During the American Revolutionary War, part of the Tuscarora and Oneida nations in New York allied with the rebel colonists. Most of the warriors of the other four Iroquois nations supported Great Britain, and many participated in battles throughout New York. They were the main forces that attacked frontier settlements of the central Mohawk and Cherry valleys. Late in the war, the pro-British Tuscarora followed Chief Joseph Brant of the Mohawk, other British-allied tribes, and Loyalists north to Ontario, then called Upper Canada by the British. They were part of establishing the reserve of the Six Nations of the Grand River First Nation in what became Ontario, Canada.

In 1803 a final contingent of southern Tuscarora migrated to New York to join the reservation of their tribe in Niagara County. After that, the Tuscarora in New York no longer considered southern remnants as part of their nation. Some descendants of the southern remnants have continued to identify as Tuscarora and have organized some bands. Through the generations they had intermarried with neighbors but identify culturally as Tuscarora.

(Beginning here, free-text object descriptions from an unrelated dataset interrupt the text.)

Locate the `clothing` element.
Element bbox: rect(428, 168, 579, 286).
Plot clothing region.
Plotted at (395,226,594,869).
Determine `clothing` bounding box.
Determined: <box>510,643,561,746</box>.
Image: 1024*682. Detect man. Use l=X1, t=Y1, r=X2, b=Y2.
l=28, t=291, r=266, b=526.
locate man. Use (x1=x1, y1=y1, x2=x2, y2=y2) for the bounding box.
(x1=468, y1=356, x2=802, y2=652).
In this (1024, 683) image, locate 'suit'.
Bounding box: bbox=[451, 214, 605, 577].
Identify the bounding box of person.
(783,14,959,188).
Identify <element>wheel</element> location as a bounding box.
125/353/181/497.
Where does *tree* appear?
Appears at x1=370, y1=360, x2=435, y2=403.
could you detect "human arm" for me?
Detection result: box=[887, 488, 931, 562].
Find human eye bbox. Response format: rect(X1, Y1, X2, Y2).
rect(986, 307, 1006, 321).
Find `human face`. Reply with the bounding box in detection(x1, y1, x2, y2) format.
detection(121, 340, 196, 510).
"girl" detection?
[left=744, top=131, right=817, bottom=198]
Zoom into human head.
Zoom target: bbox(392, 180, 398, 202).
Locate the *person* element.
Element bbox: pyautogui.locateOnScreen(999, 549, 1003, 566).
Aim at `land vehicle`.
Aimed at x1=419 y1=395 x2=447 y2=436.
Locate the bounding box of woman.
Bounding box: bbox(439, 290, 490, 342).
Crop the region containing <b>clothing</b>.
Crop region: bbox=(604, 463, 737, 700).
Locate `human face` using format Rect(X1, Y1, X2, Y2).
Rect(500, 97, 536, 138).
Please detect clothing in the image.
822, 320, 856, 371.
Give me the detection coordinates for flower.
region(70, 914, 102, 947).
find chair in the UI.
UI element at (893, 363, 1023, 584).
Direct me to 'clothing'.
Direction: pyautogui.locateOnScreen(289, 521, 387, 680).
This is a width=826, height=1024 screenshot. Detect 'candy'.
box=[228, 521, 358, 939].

During the War of 1812 in the British attack on Lewiston, New York on December 19, 1813, a band of Tuscarora living in a village on an escarpment just above the town fought to save Americans fleeing the invasion force. The British were accompanied by allied Mohawk and some American Tories disguised as Mohawk.[15] The American militia fled, leaving only the Tuscarora—outnumbered 30 to one—to fight a delaying action that allowed some townspeople to escape. The Tuscarora sent a party of braves to blow horns along the escarpment and suggest a larger force, while another party attacked downhill with war whoops, to give an exaggerated impression of their numbers.[16] The British force burned Lewiston, as well as the Tuscarora village, then undefended.

The Tuscarora have continued to struggle to protect their land in New York. In the mid-20th century, New York City commissioner Robert Moses generated controversy by negotiating with the Tuscarora Sachem council and purchasing 550 acres of the Tuscarora reservation for the reservoir of the new hydroelectric project along the Niagara River, downriver from Niagara Falls. (At the time of first power generation in February 1962, it was the largest project in the world.) The plant continues to generate cheap electricity for households located from the Niagara area to as far away as New York City.